Bruce Vilanch is coming to New Hope to regale audiences with ribald sense of humor March 26 at the Rrazz Room in New Hope.
The Emmy award-winning actor and writer has seen and done a little bit of everything in the entertainment business from game shows (“Hollywood Squares”) to Broadway (“Hairspray”), so who knows what will happen when he takes over the stage?
Vilanch said the high expectations of his fans can be a bit daunting.
“I don’t think they’re expecting to see my notorious tap-dance solo or how I disappear the Great Wall of China,” he said. “I’m scared of what their expectations are. I get up and tell stories and maybe sing some funny songs but I’ve been at it long enough that I now concern myself with if I’m doing new material, stuff they haven’t heard before. And thanks to the worldwide Internet web everything you do has been published and broadcast somewhere. And the reason I know this is because people will shout out requests for stuff haven’t done in a long time, which they saw on YouTube. So there’s a trade-off I guess. The idea is you have to keep working. You just have to keep coming up with stuff. It’s very debilitating for someone as blonde as I am.”
Vilanch added that he doesn’t see the end of smart-phone documentary filmmaking from the audience ending anytime soon.
“I think it will keep going until people get bored with it, which will probably be never,” he said. “It’s a fact of life. There’s nothing you can do about it. On the other hand we have instant legacies. So there’s that. That’s the trade off. And there are also no more bar fights. Somebody says something at the bar and you say ‘that’s incorrect,’ and you whip out your phone and go to Google and prove them wrong. And that’s the end of the bar fight. People used to go to the mat over things and they don’t have to anymore. They can fact-check each other right there.”
With people still buzzing about this year’s Oscars, Vilanch is the perfect person, being a joke writer for the annual event since 2000, to dissect all the hype and controversy surrounding the awards show.
“I though [host] Chris [Rock] was sensational,” he said. “I thought he was terrific. They hired him before the whole controversy, which happened when the nominations came out, and he was the perfect guy to deal with it. He always projects the bigger picture. Yes, there is racism. Yes, there is need for more diversity and isn’t it pathetic that the issue that brings it to the fore is whether or not somebody got an Oscar nomination. ‘My husband did not get an award and I’m pissed off, so I’m going to become an activist about diversity.’ It’s crazy. I love that he took Jada [Pinkett] on. I also think that there was a calculated effort by the academy to keep hitting it with a funny stick, like ‘If we keep hitting it with a funny stick, maybe it will go away.’ They just kept firing on the subject until everybody was tired of it by the end of the evening. So I thought it was very calculated and I think it worked until next year when they again don’t nominate any black people.”
Vilanch added that even for seasoned performers and comedians accustomed to performing for large crowds, hosting a high-profile event like the Oscars is a tough gig to pull off.
“It is the hardest thing to do because it’s a unique situation,” he said. “You’re not only performing for an audience of people with studio lighting on them, and they know that they are being observed by hundreds of millions of people around the world, so they’re not going to be the most receptive audience. They are going to more aware of themselves than they are of you. And the make-up of that audience are people who are terribly invested in the Oscars and the industry. You’re playing to them and you’re playing to millions of people around the world who never go to movies, and for some reason they are watching this show because it’s an annual pageant that everybody participates in. You yeah, you have to recalibrate everything. If you are used to doing a talk show where you rule and the audience has already bought into you, it’s a totally different thing. It’s very tough.”
That’s probably why having actors as hosts, like the year James Franco and Anne Hathaway hosted, are usually something of a dud.
“That was impossible,” he said. “It was a terrible idea and it was terrible producing. And everybody drank the Kool-Aid. People said ‘They had wonderful chemistry’ and they had no chemistry. But it was a bad idea and everybody involved with it agrees now, in blessed hindsight. Even on the show itself it’s much easier to write for somebody who has a stage persona than it is for somebody who is an actor that inhabits another character.”
Always the busy writer, Vilanch is getting reading to bring his latest project to the stage later this year.
“I have written a musical, which we are going to do at the Goodspeed Opera House in Connecticut in August,” he said. “It’s a blatant attempt to fill the void left by the passing of ‘Mamma Mia.’ It’s an original book to all the music of Petula Clark plus a couple of other items from 1965. It’s called “The Sign of the Times,” which is one of Petula’s big hits. We’ve been work-shopping it in New York and now Goodspeed has picked it up so we are going to do a full production.”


Search the records for the string "goods". Copy each line where it occurs.

┄┄┄┄┄┄┄┄┄┄┄┄┄┄┄┄┄┄┄┄

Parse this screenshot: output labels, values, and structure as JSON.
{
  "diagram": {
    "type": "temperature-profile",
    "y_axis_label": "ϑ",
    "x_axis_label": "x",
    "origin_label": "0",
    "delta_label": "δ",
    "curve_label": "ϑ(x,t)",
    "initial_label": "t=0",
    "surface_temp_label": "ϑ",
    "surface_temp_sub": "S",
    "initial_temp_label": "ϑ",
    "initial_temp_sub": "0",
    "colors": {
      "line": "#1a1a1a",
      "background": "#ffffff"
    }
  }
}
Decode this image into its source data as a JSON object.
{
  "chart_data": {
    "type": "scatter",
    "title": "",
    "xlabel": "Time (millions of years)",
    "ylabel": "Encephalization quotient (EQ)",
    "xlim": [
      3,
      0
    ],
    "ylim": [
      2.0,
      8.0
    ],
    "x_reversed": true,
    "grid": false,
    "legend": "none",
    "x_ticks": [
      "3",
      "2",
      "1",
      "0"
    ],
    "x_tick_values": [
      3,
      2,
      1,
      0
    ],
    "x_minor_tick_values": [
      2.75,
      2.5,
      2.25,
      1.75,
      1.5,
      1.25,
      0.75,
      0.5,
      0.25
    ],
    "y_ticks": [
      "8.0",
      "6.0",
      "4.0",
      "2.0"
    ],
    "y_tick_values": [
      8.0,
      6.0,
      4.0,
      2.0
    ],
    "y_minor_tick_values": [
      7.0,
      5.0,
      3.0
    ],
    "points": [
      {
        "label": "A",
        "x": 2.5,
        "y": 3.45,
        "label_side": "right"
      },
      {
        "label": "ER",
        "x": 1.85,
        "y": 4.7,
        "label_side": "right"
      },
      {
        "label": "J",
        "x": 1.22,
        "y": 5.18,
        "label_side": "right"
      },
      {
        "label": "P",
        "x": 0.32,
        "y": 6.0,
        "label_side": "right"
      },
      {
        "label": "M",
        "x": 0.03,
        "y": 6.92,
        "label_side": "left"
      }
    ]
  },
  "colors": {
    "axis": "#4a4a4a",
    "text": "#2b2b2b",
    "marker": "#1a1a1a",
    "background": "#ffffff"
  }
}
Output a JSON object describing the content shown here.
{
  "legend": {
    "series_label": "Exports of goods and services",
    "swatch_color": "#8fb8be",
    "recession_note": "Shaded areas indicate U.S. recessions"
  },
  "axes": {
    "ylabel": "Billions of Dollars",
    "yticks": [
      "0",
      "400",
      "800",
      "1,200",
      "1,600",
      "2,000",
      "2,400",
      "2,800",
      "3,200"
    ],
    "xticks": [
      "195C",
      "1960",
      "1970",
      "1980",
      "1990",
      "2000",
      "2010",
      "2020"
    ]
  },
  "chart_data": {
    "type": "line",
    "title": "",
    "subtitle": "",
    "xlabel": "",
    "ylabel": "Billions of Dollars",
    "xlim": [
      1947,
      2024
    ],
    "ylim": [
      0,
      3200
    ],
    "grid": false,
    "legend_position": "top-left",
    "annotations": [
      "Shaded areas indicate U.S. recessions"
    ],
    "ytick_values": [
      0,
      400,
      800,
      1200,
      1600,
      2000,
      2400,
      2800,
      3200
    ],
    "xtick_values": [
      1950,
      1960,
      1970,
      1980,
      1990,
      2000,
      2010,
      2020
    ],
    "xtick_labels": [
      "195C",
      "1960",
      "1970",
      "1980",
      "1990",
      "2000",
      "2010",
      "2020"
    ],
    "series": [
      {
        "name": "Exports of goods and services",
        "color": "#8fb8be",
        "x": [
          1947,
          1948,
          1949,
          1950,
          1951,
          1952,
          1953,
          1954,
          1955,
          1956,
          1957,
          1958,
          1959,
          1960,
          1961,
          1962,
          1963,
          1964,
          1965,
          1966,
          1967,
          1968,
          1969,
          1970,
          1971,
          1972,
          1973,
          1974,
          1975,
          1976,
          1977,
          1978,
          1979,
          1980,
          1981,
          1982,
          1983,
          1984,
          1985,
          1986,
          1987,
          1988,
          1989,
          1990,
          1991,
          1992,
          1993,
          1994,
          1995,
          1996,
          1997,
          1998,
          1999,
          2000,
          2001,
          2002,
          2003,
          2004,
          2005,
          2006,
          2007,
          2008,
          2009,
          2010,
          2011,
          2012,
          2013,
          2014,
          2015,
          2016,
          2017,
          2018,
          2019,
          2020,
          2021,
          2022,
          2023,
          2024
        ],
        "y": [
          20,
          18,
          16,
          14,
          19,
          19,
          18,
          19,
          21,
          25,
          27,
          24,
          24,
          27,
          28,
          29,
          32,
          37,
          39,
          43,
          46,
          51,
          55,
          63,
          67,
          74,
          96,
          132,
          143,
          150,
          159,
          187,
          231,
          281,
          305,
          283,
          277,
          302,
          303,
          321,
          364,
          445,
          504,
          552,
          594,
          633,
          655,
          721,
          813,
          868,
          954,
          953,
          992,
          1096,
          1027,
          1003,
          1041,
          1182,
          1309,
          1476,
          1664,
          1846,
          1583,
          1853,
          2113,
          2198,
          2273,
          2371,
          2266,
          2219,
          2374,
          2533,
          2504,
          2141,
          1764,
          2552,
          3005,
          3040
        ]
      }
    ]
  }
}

┄┄┄┄┄┄┄┄┄┄┄┄┄┄┄┄┄┄┄┄

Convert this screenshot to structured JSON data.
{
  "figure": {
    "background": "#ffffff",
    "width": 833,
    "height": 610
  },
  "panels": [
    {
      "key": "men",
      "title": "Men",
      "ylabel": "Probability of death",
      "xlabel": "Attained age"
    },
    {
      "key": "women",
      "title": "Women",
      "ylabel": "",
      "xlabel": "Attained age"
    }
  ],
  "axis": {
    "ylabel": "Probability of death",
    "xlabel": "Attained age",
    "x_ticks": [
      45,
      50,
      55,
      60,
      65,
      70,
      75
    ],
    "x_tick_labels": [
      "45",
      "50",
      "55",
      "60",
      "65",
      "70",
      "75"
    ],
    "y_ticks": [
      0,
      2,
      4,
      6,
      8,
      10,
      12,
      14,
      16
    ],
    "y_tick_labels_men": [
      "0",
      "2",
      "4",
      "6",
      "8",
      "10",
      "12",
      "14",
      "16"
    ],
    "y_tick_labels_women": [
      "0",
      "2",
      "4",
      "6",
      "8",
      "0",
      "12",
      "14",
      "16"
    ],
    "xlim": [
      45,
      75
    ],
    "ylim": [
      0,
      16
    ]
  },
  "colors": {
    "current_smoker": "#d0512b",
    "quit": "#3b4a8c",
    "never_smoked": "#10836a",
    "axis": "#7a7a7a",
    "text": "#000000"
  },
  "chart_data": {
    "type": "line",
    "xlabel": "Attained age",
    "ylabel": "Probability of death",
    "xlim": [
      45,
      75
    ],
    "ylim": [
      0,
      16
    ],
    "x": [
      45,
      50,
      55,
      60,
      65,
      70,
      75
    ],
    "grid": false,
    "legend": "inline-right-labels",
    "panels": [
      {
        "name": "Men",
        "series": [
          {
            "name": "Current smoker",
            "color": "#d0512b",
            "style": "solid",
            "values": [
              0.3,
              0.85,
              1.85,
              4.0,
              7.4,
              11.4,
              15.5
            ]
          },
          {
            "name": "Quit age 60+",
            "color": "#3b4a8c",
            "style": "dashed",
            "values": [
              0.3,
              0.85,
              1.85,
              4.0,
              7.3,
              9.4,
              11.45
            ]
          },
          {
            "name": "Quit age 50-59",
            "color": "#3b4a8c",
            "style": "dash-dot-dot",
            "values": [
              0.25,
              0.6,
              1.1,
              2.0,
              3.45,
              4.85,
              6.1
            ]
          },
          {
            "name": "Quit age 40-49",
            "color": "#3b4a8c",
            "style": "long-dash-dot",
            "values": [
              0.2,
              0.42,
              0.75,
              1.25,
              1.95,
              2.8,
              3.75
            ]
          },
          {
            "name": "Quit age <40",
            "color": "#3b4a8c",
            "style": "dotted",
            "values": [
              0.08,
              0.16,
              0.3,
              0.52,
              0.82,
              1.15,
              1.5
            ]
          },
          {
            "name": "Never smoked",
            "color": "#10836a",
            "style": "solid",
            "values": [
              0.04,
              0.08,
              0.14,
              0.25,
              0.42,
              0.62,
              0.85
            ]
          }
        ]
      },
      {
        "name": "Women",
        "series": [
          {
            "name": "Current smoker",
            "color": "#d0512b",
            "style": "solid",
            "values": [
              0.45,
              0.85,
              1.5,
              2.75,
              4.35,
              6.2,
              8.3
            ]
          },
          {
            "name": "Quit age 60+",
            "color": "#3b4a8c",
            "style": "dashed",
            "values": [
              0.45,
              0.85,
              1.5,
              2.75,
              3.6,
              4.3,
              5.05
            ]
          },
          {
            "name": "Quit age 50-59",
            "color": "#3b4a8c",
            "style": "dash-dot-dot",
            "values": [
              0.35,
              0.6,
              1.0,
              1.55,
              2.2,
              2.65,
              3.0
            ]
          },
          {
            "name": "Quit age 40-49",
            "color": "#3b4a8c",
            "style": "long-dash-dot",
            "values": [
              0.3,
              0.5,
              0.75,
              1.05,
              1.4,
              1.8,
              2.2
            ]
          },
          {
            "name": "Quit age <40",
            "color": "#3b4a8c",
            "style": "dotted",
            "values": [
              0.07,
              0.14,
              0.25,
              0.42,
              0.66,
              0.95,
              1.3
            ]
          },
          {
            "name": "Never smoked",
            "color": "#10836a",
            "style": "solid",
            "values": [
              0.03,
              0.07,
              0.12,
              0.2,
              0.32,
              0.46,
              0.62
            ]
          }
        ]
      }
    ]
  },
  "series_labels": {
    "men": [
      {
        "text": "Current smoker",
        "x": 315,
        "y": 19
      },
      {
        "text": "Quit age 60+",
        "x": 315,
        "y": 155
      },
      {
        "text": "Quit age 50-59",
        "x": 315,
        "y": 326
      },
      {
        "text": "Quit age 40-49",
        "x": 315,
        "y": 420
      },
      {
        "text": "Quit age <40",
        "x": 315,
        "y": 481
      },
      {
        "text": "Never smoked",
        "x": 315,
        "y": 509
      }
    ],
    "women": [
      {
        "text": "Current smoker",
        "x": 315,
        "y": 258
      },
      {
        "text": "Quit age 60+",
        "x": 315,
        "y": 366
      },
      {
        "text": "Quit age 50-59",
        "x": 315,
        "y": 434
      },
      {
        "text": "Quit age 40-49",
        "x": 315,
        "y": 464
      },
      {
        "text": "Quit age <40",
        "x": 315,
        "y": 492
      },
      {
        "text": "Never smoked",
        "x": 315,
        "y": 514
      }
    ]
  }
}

┄┄┄┄┄┄┄┄┄┄┄┄┄┄┄┄┄┄┄┄

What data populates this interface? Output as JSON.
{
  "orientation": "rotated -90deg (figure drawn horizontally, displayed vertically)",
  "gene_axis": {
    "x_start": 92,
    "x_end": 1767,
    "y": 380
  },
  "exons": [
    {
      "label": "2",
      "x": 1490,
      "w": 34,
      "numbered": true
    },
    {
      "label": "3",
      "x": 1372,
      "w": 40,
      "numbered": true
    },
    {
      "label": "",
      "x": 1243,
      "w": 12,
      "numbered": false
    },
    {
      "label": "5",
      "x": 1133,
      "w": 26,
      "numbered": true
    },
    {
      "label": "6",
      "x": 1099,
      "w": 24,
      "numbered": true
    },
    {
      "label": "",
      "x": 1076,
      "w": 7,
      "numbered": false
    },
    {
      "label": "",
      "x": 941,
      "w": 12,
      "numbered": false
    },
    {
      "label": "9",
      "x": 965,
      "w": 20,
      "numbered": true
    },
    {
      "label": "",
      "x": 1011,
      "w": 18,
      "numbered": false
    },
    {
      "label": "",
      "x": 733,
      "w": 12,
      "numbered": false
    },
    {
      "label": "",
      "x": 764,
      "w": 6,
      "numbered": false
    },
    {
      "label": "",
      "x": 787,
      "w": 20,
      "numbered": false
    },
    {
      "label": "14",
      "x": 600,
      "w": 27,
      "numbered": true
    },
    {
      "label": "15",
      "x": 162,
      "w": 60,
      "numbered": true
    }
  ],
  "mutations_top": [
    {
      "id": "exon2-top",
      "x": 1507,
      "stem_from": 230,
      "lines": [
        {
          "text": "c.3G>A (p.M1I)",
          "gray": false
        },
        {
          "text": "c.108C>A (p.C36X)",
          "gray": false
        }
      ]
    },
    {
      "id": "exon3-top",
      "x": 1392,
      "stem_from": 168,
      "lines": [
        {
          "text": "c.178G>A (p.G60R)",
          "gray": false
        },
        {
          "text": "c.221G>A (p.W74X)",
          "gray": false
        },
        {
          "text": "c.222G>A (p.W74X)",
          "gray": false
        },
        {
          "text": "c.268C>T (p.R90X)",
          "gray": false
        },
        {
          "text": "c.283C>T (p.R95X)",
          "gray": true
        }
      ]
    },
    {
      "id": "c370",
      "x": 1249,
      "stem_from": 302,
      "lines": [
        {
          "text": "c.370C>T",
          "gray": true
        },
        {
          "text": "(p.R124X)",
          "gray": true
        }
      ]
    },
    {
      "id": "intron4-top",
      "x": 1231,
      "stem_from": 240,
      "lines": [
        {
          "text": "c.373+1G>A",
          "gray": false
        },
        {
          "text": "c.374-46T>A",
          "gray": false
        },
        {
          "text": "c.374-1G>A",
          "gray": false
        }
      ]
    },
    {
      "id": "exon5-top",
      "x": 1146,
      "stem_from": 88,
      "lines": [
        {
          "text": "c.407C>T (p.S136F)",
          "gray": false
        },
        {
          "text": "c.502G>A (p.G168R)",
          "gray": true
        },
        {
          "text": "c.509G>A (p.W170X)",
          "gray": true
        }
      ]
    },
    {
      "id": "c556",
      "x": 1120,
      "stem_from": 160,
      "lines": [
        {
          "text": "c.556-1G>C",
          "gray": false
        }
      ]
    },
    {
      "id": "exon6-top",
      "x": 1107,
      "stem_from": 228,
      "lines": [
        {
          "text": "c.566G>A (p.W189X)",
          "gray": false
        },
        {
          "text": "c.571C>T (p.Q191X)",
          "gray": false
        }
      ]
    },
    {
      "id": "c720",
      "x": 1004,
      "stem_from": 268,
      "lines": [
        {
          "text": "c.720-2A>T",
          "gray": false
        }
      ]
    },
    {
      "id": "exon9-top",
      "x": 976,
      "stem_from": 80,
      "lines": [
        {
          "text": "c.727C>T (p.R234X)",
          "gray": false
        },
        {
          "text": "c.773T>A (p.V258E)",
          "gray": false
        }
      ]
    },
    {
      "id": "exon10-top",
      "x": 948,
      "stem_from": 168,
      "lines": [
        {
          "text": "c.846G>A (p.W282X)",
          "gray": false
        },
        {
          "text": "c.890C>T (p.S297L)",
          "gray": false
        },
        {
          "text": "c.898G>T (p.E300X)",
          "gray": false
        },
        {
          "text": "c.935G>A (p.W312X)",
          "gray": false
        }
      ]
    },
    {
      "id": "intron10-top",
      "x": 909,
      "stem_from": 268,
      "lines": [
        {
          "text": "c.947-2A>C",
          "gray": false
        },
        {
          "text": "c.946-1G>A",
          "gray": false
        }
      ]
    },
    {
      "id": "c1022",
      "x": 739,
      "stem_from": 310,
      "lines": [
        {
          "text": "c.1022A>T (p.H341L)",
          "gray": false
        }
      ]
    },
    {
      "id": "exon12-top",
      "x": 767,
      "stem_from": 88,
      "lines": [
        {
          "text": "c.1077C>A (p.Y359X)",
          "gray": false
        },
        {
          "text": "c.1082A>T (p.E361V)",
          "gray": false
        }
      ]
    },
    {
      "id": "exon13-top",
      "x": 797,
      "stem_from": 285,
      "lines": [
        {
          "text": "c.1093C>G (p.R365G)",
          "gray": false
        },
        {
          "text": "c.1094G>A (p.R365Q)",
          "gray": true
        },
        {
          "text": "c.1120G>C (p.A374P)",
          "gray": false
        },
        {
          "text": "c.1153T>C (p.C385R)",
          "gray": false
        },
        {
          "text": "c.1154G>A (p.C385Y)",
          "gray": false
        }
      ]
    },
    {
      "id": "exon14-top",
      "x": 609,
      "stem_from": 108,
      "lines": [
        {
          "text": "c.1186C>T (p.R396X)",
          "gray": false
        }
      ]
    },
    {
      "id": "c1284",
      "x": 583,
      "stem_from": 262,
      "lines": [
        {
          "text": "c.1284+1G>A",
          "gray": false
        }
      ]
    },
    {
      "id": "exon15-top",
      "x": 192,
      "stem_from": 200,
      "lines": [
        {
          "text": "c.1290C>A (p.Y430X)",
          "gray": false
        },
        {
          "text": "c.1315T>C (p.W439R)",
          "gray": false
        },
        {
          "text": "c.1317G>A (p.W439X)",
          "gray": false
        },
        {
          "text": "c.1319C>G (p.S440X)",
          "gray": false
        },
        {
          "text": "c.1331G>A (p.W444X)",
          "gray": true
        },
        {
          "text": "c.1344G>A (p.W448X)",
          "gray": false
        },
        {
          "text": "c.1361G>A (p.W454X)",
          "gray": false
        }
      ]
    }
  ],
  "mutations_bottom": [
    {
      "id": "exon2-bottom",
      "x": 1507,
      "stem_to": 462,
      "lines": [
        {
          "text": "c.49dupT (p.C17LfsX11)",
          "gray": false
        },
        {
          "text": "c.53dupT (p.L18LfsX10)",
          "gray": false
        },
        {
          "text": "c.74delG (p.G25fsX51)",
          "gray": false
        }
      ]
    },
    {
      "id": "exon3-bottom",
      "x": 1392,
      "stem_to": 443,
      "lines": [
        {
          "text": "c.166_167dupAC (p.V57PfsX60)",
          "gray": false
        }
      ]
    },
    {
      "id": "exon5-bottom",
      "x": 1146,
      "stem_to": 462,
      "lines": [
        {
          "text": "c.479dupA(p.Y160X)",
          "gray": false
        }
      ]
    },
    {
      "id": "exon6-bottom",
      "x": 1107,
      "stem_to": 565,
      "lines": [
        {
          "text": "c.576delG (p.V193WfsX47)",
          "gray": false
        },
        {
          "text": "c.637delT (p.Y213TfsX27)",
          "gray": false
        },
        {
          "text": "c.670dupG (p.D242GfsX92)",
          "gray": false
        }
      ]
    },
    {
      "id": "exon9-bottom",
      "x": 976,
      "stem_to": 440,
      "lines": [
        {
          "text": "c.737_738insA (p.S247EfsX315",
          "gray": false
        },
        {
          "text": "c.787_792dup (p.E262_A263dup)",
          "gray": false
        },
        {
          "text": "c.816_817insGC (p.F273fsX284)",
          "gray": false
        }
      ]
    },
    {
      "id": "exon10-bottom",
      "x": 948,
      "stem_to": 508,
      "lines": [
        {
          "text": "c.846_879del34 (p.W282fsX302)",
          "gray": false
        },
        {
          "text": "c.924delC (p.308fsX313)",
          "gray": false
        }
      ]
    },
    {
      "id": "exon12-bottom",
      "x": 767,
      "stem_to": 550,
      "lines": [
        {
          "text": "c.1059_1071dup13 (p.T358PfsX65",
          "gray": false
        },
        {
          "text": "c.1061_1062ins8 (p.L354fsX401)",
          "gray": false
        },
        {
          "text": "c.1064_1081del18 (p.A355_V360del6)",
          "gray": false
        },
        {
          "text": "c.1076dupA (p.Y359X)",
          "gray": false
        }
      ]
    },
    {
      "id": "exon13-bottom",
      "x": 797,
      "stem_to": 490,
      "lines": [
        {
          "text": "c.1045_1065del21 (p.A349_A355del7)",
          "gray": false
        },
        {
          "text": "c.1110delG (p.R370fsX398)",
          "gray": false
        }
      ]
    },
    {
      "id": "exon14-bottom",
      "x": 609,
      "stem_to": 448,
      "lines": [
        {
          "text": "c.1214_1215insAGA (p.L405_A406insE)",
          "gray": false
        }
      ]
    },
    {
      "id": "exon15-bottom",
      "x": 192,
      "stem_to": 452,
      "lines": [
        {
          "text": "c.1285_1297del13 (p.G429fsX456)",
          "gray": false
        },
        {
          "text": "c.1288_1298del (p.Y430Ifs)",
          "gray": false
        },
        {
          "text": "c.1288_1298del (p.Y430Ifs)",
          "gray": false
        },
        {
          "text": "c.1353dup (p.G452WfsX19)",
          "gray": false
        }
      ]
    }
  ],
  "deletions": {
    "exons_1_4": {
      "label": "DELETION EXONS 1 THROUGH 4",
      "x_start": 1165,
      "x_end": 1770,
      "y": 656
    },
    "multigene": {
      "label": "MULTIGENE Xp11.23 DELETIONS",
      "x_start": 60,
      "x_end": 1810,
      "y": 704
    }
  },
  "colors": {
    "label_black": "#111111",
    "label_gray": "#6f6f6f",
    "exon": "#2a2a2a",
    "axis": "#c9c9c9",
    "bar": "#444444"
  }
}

┄┄┄┄┄┄┄┄┄┄┄┄┄┄┄┄┄┄┄┄

## Output for this task
    "series_label": "Exports of goods and services",
        "name": "Exports of goods and services",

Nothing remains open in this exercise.